'Perfect' Heat Recovery on Ideal Air Systems?

@edpmay

If I’m understanding your question correctly, I think the ventilation losses you are getting are correct as from a thermodynamic perspective, you can only recover a fraction of the heat from exhaust air.

For example, if you have a system where your exhaust air is recirculated into a mixing chamber with fresh outdoor air, and assuming the box is perfectly insulated, you will have the following relationship between the input and output air:

  1. MassAir1 + MassAir2 = MassAir3
  2. MassAir1 * Enthalpy1 + MassAir2 * Enthalpy2 = MassAir3*Enthalpy3

Rearranging 2 and substituting 1 for MassAir3 we get:

Enthalpy3 = (MassAir1 * Enthalpy1 + MassAir2 * Enthalpy2)/ (MassAir1 + MassAir2)

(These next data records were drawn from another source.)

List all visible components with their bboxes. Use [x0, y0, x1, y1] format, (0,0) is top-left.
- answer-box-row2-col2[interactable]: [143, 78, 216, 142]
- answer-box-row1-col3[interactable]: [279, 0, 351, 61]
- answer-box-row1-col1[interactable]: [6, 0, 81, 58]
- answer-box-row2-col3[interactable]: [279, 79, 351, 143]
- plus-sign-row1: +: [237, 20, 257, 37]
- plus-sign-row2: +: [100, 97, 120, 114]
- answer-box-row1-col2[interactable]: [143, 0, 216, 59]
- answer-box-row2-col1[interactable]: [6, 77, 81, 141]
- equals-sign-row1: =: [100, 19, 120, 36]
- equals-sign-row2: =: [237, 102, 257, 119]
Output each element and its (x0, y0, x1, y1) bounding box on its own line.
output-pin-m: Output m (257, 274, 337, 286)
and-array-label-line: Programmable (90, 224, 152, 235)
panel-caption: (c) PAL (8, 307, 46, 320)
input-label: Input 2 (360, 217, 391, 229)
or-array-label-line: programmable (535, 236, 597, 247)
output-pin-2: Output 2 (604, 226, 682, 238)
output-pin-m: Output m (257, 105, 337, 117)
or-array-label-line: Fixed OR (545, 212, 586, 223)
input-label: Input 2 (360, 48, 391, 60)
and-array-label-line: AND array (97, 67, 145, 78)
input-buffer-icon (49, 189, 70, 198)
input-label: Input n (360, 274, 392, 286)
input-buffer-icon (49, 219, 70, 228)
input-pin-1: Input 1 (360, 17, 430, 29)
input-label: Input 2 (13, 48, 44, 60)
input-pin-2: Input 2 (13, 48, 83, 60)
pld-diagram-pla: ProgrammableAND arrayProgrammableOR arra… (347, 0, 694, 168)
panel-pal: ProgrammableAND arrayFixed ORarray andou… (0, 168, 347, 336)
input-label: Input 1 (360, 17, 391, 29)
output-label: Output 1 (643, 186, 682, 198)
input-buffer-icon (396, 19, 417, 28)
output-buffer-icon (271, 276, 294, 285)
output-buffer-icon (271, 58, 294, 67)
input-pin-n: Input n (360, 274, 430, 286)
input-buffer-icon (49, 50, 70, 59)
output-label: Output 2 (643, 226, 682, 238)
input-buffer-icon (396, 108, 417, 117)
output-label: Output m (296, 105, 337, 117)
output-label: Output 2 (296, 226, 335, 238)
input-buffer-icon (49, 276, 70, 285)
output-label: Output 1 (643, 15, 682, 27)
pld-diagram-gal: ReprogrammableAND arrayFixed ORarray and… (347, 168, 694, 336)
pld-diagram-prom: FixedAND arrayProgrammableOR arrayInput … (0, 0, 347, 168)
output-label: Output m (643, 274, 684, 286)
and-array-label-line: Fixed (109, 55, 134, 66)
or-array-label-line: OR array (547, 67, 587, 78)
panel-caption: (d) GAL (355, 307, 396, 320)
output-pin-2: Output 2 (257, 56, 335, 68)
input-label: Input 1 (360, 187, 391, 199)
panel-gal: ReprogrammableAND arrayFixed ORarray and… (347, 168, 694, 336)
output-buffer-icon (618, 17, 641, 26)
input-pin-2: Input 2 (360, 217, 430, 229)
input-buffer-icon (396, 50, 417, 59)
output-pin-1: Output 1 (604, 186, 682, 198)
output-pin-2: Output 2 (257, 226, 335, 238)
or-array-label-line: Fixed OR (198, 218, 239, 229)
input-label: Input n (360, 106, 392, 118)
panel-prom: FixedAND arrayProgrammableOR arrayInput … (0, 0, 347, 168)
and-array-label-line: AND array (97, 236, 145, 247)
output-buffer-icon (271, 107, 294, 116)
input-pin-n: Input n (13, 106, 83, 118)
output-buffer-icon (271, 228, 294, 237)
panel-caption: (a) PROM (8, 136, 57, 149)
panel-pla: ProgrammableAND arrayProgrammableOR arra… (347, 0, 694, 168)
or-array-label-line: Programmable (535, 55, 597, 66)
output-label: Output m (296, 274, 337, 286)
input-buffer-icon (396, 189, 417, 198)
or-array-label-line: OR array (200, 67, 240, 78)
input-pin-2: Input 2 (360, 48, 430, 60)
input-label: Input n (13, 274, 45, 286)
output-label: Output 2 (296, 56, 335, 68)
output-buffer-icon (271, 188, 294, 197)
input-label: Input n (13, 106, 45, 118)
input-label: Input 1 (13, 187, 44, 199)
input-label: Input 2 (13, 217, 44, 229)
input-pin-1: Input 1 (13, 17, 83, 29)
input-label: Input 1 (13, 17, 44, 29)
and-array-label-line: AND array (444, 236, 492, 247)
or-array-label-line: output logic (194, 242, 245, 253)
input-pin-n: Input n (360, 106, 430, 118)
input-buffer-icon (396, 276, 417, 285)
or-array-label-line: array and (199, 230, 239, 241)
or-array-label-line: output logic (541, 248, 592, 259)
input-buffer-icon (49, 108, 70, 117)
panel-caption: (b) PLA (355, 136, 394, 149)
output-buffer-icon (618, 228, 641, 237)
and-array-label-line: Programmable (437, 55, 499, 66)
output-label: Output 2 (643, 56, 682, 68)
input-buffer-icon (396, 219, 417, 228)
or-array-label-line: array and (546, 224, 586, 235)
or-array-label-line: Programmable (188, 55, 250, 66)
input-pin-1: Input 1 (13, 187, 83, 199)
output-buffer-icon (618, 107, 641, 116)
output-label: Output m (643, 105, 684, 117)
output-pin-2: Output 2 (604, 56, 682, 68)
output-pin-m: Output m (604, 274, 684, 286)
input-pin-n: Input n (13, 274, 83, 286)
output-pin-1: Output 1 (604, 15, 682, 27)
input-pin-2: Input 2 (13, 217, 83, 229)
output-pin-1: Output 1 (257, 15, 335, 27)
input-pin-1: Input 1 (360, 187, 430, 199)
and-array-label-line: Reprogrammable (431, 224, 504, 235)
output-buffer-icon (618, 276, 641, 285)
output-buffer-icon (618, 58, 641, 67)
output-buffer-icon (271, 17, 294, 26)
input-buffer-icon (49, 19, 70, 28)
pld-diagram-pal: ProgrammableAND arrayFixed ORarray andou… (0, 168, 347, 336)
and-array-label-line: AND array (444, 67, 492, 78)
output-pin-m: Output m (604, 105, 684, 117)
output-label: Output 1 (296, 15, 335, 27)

So the resulting enthalpy is the weighted average of the exhaust and outdoor air, by their air mass flow rate (same thing also applies to temperature assuming the same specific heat capacity, and humidity ratio). Enthalpy is the total heat content of our air, so this equation proves that you can’t transfer all your heat from one air mass to another. Assuming equal exhaust and outdoor air rates, the best you can recover is half the heat content.

In your bar chart, you can also see that going from 0 to 99.99% heat recovery is reducing the mechanical ventilation more then 50% which is something I can’t explain. I’m not an expert on HVAC systems, so there may be something I’m missing on how mechanical heat recovery systems work, but this is how I would think about it.